Consultancy firms that breach trust should be banned from working in the public service, and senior public servants should not be allowed to leave the APS to go straight to employment as consultants, a parliamentary committee hearing has been told.
The Senate Finance and Public Administration References Committee scrutinising integrity in consulting services heard evidence from a number of interested parties and individuals on Tuesday (2 May).
Much of the evidence offered to the inquiry centred on big consultancy firms that don’t want to play by the rules.
Former Australian Public Service commissioner Andrew Podger referred to some issues raised in his recent report to the Royal Commission into the Robodebt Scheme in which he described a damaged culture in the APS.
Professor Podger raised the issue of the challenges the APS faces in building its own knowledge base when external consultants are used on a wholesale basis.
But it was the Australia Institute think tank that pressed the hardest on the need to keep external consultants and contractors in line.
Consulting firms who leak confidential information and breach public trust should be barred from winning government contracts, the institute’s democracy and accountability director Bill Browne insisted.
“Consulting firms charge through the roof for advice that is often simplistic, flawed or self-interested – or has been specifically commissioned to further the government’s preconceived agenda,” he said.
“Consultants seem to have no moral qualms about taking public money to deliver advice that is against the public interest.
“At their worst, consulting firms have leaked confidential government information to drum up business and potentially help their multinational clients avoid paying millions of dollars in tax.
“PricewaterhouseCoopers has abused the public’s trust by leaking government tax plans, and a proportionate response would be a ban on PwC receiving government contracts or confidential information until it has earned back that trust.
“At the Robodebt Royal Commission, PwC described how they buried a report critical of government policy – despite it being part of work they were paid almost a million dollars for. There have to be consequences for the flagrant waste of money and abuse of trust that consulting firms have been at the heart of.
“Cuts to spending on consultancies and guidelines for when they should be used are one pillar; sanctions for consultancies that have ripped off or misled the public must be the other.”
A former PwC partner was also recently banned as a tax agent for sharing confidential Treasury information with colleagues and, by extension, clients of his own firm.
The unethical behaviour had sparked federal government threats to exclude PwC and other big consultancies from future confidential briefings.
It led to the parliamentary inquiry and sparked calls for a review of all the Big Four accountancy firms’ contract work for the APS.
In Tuesday’s committee hearing, Mr Browne said when consultants are contracted to do work that public servants could do, it stops the public service from developing skills and knowledge in-house.
“If the public service lacks the skills and knowledge to do something, it would also lack the skills and knowledge to write an effective tender for those services,” he said.
“Consultants are expensive, routinely charging the taxpayer more for junior staff than Australia pays its prime minister.
“Australia spends a billion dollars or more a year on consultancies, money which could hire thousands of public servants.”
But committee chair, Liberal senator Richard Colbeck challenged Mr Browne on the figures he was using, saying the institute was providing the top end of consultancy costs while not doing the same with the public service salaries and expenses – or even providing the true cost of what it takes to run the Prime Minister’s office.
“I want to compare apples with apples,” Senator Colbeck said.
“Don’t do what you are accusing others of doing. It devalues your work.”
Mr Browne denied that was how the institute had framed its costings, noting that there were substantial on-costs to consultants that were not included.
Community and Public Sector Union assistant national secretary Michael Tull said there was extensive evidence of the negative impact that replacing public servant numbers with external consultants has had on capability, integrity and service delivery.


Work order:
Each record that comes next should be output exactly; pictures do not belong in the copy.

Data entries for graphics:
········

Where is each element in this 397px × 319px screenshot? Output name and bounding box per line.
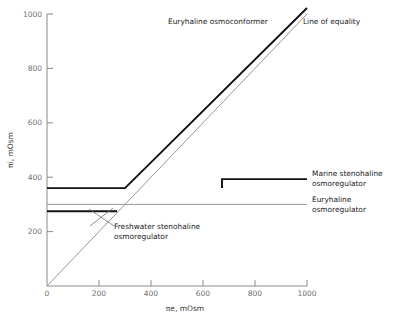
annotation-euryhaline-osmoregulator-line2: osmoregulator	[312, 205, 367, 214]
y-tick-label-200: 200	[28, 227, 43, 236]
series-marine-stenohaline-osmoregulator	[222, 179, 307, 188]
series-group	[47, 8, 307, 286]
y-tick-marks	[47, 14, 53, 232]
annotation-marine-stenohaline-line2: osmoregulator	[312, 179, 367, 188]
y-tick-label-400: 400	[28, 173, 43, 182]
x-tick-labels: 0 200 400 600 800 1000	[45, 289, 317, 298]
osmoregulation-chart-figure: 1000 800 600 400 200 0 200 400 600 800 1…	[0, 0, 397, 319]
y-tick-labels: 1000 800 600 400 200	[23, 10, 42, 237]
axes-group: 1000 800 600 400 200 0 200 400 600 800 1…	[6, 10, 317, 313]
x-tick-label-200: 200	[92, 289, 107, 298]
series-line-of-equality	[47, 14, 307, 286]
x-tick-label-0: 0	[45, 289, 50, 298]
leader-lines-group	[89, 179, 307, 226]
y-tick-label-600: 600	[28, 118, 43, 127]
x-tick-label-600: 600	[196, 289, 211, 298]
annotation-freshwater-stenohaline-line1: Freshwater stenohaline	[114, 222, 201, 231]
x-axis-title: πe, mOsm	[166, 304, 204, 313]
y-axis-title: πi, mOsm	[6, 132, 15, 168]
y-tick-label-1000: 1000	[23, 10, 42, 19]
series-euryhaline-osmoconformer	[47, 8, 307, 188]
x-tick-label-1000: 1000	[297, 289, 316, 298]
annotation-euryhaline-osmoregulator-line1: Euryhaline	[312, 195, 352, 204]
x-tick-label-400: 400	[144, 289, 159, 298]
annotations-group: Euryhaline osmoconformer Line of equalit…	[114, 17, 383, 241]
annotation-line-of-equality: Line of equality	[303, 17, 361, 26]
x-tick-marks	[99, 280, 307, 286]
annotation-marine-stenohaline-line1: Marine stenohaline	[312, 169, 383, 178]
annotation-euryhaline-osmoconformer: Euryhaline osmoconformer	[168, 17, 269, 26]
x-tick-label-800: 800	[248, 289, 263, 298]
y-tick-label-800: 800	[28, 64, 43, 73]
chart-canvas: 1000 800 600 400 200 0 200 400 600 800 1…	[0, 0, 397, 319]
annotation-freshwater-stenohaline-line2: osmoregulator	[114, 232, 169, 241]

········

Written answer:
Where is each element in this 397px × 319px screenshot? Output name and bounding box per line.
annotation-euryhaline-osmoregulator-line2: osmoregulator	[312, 205, 367, 214]
y-tick-label-200: 200	[28, 227, 43, 236]
series-marine-stenohaline-osmoregulator	[222, 179, 307, 188]
series-group	[47, 8, 307, 286]
y-tick-marks	[47, 14, 53, 232]
annotation-marine-stenohaline-line2: osmoregulator	[312, 179, 367, 188]
y-tick-label-400: 400	[28, 173, 43, 182]
x-tick-labels: 0 200 400 600 800 1000	[45, 289, 317, 298]
osmoregulation-chart-figure: 1000 800 600 400 200 0 200 400 600 800 1…	[0, 0, 397, 319]
y-tick-labels: 1000 800 600 400 200	[23, 10, 42, 237]
axes-group: 1000 800 600 400 200 0 200 400 600 800 1…	[6, 10, 317, 313]
x-tick-label-200: 200	[92, 289, 107, 298]
series-line-of-equality	[47, 14, 307, 286]
x-tick-label-0: 0	[45, 289, 50, 298]
leader-lines-group	[89, 179, 307, 226]
y-tick-label-600: 600	[28, 118, 43, 127]
x-tick-label-600: 600	[196, 289, 211, 298]
annotation-freshwater-stenohaline-line1: Freshwater stenohaline	[114, 222, 201, 231]
x-axis-title: πe, mOsm	[166, 304, 204, 313]
y-axis-title: πi, mOsm	[6, 132, 15, 168]
y-tick-label-1000: 1000	[23, 10, 42, 19]
series-euryhaline-osmoconformer	[47, 8, 307, 188]
x-tick-label-1000: 1000	[297, 289, 316, 298]
annotation-euryhaline-osmoregulator-line1: Euryhaline	[312, 195, 352, 204]
x-tick-label-400: 400	[144, 289, 159, 298]
annotations-group: Euryhaline osmoconformer Line of equalit…	[114, 17, 383, 241]
annotation-line-of-equality: Line of equality	[303, 17, 361, 26]
x-tick-marks	[99, 280, 307, 286]
annotation-marine-stenohaline-line1: Marine stenohaline	[312, 169, 383, 178]
annotation-euryhaline-osmoconformer: Euryhaline osmoconformer	[168, 17, 269, 26]
x-tick-label-800: 800	[248, 289, 263, 298]
y-tick-label-800: 800	[28, 64, 43, 73]
chart-canvas: 1000 800 600 400 200 0 200 400 600 800 1…	[0, 0, 397, 319]
annotation-freshwater-stenohaline-line2: osmoregulator	[114, 232, 169, 241]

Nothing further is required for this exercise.